The cities in Midnight Club II are designed for speed.

Each city lends itself to a different style of racing, so the game really changes from level to level. There is a natural variety in the types of races for each city. Los Angeles is a learning experience, since it's where you start the game. You get introduced to the vehicle controls and learn to master a city that is more open with wider streets and clear shortcuts. Paris is your introduction to more technical driving. The streets in Paris are not laid out in a grid--you have to learn to handle a very unpredictable network of tight streets. Tokyo is all about breaking the sound barrier. The massive highways, wide-open elevated train tracks, and large grid of downtown streets lend themselves to races with the fastest vehicles in the game, which are the fastest vehicles in any game, for that matter. In Tokyo, technical driving and flat-out speed culminate in the most insane racing experience you have ever had.

Designing the cities for speed was key. We want the races to flow and keep the pace as fast as possible. For example, we do things like place alleys strategically to give players the ability to make quick path choices at high speeds. A lot of planning goes into making the cities navigable at high speeds. But it is important to note that the sense of speed is very important as well. We achieve this in Midnight Club II by designing elements like narrow streets, small neon lights, bridges, overpasses, and detailed streets. All of these things whir by you clearly, thanks to the smooth frame rate, creating a visually stunning sense of real speed. The feeling of speed is crucial--it is one thing to see your speedometer clocking 200 miles per hour, but it is something else to really have the sensation of traveling at that velocity.
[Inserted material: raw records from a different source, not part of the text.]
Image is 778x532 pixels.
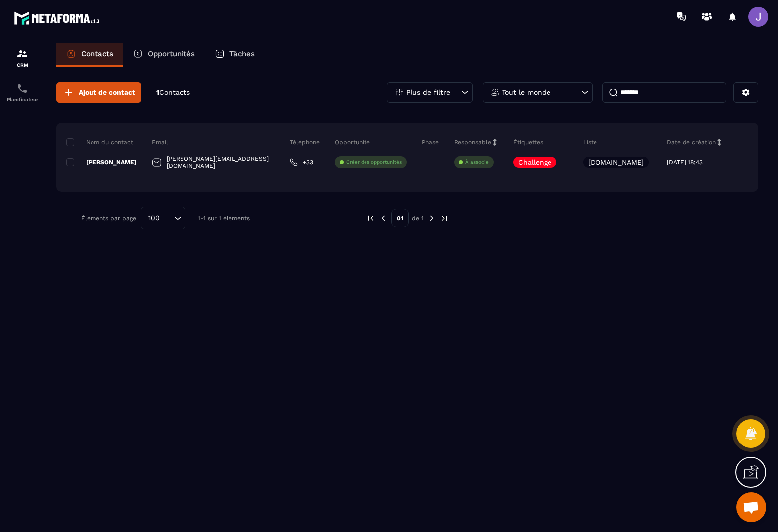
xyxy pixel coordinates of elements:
[160,89,190,96] span: Contacts
[290,158,313,166] a: +33
[141,207,185,229] div: Search for option
[229,50,255,58] p: Tâches
[502,89,550,96] p: Tout le monde
[736,492,766,522] div: Ouvrir le chat
[454,138,491,147] p: Responsable
[406,89,450,96] p: Plus de filtre
[440,213,449,222] img: next
[346,159,401,166] p: Créer des opportunités
[2,41,42,75] a: formationformationCRM
[379,213,388,222] img: prev
[290,138,319,147] p: Téléphone
[584,138,597,147] p: Liste
[2,97,42,102] p: Planificateur
[513,138,543,147] p: Étiquettes
[79,87,135,98] span: Ajout de contact
[164,213,171,223] input: Search for option
[66,138,133,147] p: Nom du contact
[427,213,436,222] img: next
[588,159,644,166] p: [DOMAIN_NAME]
[81,50,114,58] p: Contacts
[123,43,205,67] a: Opportunités
[56,82,142,103] button: Ajout de contact
[465,159,489,166] p: À associe
[81,215,136,222] p: Éléments par page
[367,213,375,222] img: prev
[56,43,123,67] a: Contacts
[667,159,703,166] p: [DATE] 18:43
[14,9,103,27] img: logo
[145,213,164,223] span: 100
[412,214,424,222] p: de 1
[66,158,137,166] p: [PERSON_NAME]
[17,82,28,95] img: scheduler
[152,138,168,147] p: Email
[518,159,552,166] p: Challenge
[148,50,194,58] p: Opportunités
[205,43,265,67] a: Tâches
[157,88,190,98] p: 1
[422,138,439,147] p: Phase
[335,138,370,147] p: Opportunité
[2,75,42,110] a: schedulerschedulerPlanificateur
[197,215,250,222] p: 1-1 sur 1 éléments
[2,62,42,67] p: CRM
[17,48,28,60] img: formation
[667,138,716,147] p: Date de création
[391,209,409,228] p: 01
You'll find plenty to see in each city... if you can take your eyes off the road.
You'll find plenty to see in each city... if you can take your eyes off the road.

Due to the huge amount of research, planning, and testing that went into making the cities in Midnight Club II navigable and fast to race in, each city took more than six months to build. There are well over a million polys per city. More than 80 miles of roads can be found in each city, but that is just the streets on the map. When you take into account all of the shortcuts, jumps, parking garages, and tunnels, the number of raceable square miles is impossible to precisely measure. Also, there are more than 8,000 destructible props, like light poles and garbage cans, placed throughout the environments to make the races even more fun and lifelike.